Japan Station 03: Sacred Sailors

Over in Hawaii, I’m interviewed by Tony Vega for the Japan Station podcast about the incredible story of Japan’s first animated feature, Momotaro, Sacred Sailors (1943).

“In this episode we discuss the origins of Japanese animation and its fascinating history. We particularly focus on the making of Japan’s first feature-length animated film: Momotaro: Sacred Sailors (桃太郎 海の神兵, Momotarō: Umi no Shinpei). Clements talks about how this World War II era Navy funded propaganda film got made, the challenges faced by the film’s director Seo Mitsuyo, the influence of Western animation like Popeye and the 1941 Disney film Fantasia,and what people today can gain by watching this sometimes strange and often unsettling work.”

Sacred Sailors

momotaro_still_page3_4-850x620Over at the All the Anime blog, I write an introduction to the wartime propaganda movie Momotaro, Sacred Sailors (i.e. Momotaro’s Divine Sea Warriors), which is receiving its belated UK premiere at Scotland Loves Anime next month.

“Japan’s first animated feature was a masterpiece of propaganda film-making, uncompromising in the bile it directed at the enemy, romantic in its evocation of home and hearth and of imperial Japan’s Pan-Asian aspirations, and still unsettling today in its depiction of the mindset of the Japanese military. Its survival to reach modern audiences is itself an adventure story in which it somehow evades bombing raids, burial, shredding and bonfires, emerging from hiding after almost 40 years to offer modern audiences a horrifying glimpse of a very different world.”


Try it
Nothing but a number should be returned: the count of lines in the records that contain "figure".

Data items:
BEGIN

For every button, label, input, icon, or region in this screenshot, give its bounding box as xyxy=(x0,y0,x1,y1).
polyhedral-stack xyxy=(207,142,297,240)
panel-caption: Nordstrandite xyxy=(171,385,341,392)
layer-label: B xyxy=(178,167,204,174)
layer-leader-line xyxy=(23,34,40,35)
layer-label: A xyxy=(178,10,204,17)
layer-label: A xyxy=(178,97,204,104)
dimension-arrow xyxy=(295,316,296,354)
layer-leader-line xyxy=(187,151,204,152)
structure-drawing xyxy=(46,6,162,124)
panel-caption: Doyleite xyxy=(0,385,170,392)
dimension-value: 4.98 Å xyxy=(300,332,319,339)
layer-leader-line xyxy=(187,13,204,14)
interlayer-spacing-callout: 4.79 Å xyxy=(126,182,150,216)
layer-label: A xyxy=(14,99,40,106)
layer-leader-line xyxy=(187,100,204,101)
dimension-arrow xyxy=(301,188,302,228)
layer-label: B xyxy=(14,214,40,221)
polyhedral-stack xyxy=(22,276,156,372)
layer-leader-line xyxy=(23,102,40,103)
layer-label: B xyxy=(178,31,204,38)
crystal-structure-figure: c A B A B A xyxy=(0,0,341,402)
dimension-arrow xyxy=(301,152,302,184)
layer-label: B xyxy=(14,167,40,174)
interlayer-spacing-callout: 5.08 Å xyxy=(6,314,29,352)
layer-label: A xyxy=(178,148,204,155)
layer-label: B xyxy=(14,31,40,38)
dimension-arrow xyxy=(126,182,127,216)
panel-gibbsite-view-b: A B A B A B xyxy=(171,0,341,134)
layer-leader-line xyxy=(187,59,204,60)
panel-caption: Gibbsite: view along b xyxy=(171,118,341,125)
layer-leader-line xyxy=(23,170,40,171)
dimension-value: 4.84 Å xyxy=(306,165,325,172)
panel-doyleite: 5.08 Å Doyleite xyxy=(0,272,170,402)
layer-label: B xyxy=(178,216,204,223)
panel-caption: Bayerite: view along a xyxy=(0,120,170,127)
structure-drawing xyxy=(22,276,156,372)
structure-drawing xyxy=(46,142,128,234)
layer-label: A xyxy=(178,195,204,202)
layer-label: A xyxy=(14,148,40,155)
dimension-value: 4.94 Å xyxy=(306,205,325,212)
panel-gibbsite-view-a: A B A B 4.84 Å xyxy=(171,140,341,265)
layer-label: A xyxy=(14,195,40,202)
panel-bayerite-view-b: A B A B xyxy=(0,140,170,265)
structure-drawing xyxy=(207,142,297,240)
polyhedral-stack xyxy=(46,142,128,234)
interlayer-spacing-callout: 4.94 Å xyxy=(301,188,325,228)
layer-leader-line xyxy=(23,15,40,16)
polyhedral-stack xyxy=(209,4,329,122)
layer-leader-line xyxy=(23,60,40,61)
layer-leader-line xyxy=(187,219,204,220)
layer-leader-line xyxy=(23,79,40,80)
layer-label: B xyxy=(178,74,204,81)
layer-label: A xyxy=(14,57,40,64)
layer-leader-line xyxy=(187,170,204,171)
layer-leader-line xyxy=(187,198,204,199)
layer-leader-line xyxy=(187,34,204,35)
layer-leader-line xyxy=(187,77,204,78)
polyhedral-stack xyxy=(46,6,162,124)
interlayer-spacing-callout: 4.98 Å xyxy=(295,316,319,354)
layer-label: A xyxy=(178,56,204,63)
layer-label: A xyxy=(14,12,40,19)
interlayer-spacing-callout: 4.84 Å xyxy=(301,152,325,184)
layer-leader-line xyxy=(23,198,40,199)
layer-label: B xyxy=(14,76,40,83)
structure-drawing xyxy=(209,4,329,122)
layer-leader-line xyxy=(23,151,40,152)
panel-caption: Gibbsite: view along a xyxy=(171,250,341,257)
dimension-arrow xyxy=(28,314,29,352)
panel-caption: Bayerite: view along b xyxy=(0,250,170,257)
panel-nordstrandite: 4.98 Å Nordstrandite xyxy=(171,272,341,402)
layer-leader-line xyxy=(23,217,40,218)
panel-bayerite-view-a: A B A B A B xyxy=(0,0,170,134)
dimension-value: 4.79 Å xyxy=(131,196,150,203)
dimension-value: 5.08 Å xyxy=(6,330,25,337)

END
BEGIN

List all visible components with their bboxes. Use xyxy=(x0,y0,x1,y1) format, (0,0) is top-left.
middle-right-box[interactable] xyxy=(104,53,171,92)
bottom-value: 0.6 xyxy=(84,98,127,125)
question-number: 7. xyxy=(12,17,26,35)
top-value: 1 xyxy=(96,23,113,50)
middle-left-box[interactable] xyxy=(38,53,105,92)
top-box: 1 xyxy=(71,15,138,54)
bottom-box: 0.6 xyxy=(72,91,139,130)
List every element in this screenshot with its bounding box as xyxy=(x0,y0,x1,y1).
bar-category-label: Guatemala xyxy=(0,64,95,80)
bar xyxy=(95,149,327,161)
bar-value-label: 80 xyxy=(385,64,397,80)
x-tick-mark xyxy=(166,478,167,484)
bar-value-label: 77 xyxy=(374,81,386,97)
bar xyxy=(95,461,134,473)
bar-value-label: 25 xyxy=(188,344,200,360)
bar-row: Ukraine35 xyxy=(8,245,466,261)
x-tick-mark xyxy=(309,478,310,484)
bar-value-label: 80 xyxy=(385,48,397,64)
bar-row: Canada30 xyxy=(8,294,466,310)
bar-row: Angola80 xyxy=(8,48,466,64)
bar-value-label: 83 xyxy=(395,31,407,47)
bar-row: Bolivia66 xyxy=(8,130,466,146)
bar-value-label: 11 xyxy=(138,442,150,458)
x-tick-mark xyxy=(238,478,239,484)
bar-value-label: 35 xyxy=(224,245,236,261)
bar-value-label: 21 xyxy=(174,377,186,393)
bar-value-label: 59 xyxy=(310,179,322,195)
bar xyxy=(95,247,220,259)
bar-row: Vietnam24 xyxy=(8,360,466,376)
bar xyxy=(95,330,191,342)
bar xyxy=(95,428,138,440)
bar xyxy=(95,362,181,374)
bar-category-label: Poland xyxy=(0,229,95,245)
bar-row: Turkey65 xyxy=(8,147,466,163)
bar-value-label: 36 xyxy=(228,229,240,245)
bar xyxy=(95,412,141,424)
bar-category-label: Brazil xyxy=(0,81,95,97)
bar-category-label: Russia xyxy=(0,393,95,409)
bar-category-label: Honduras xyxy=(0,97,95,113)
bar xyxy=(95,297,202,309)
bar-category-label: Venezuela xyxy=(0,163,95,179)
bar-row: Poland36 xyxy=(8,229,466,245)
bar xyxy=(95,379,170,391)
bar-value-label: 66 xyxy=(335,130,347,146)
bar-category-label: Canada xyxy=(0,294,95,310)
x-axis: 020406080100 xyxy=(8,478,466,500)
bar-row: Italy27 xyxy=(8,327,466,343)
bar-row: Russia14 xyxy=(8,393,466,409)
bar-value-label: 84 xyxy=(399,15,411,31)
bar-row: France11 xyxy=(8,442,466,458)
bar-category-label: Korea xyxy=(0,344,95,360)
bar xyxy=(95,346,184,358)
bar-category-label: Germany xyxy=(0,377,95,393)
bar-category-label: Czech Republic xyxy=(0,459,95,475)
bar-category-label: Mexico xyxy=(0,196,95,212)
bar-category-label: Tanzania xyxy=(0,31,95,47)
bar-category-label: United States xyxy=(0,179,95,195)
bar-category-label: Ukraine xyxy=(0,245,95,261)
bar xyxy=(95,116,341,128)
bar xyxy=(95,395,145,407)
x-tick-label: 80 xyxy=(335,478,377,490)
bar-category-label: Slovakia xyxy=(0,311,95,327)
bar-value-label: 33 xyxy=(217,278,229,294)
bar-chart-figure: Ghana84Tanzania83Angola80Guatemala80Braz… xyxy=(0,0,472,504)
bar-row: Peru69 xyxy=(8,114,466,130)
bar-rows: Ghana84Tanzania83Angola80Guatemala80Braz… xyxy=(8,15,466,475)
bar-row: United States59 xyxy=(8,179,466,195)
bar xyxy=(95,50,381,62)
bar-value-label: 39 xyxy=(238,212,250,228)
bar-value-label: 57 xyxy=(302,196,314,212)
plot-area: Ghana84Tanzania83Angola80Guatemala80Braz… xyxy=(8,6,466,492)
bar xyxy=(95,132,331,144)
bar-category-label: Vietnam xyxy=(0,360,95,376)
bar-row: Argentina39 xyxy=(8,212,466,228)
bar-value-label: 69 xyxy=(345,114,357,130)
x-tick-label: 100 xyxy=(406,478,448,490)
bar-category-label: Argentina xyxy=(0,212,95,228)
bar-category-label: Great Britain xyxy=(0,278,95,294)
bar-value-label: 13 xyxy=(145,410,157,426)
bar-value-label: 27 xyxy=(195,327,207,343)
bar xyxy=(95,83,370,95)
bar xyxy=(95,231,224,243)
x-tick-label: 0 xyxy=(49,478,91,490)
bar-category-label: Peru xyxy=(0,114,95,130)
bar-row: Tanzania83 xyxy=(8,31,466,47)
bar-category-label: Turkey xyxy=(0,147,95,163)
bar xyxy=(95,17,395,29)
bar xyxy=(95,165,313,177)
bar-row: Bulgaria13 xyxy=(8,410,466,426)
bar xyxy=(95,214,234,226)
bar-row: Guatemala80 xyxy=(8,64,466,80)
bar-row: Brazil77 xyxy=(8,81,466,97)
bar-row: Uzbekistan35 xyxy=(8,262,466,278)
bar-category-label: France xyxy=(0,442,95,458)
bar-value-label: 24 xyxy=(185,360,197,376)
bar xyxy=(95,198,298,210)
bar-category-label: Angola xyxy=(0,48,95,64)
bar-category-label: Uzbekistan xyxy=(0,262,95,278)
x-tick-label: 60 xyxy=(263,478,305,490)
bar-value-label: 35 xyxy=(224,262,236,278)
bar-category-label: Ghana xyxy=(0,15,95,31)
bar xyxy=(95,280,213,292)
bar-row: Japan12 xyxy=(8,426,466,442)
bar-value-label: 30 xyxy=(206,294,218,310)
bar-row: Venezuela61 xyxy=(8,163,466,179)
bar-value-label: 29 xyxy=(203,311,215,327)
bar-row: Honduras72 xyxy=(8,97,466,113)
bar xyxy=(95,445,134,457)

END

Task solution
2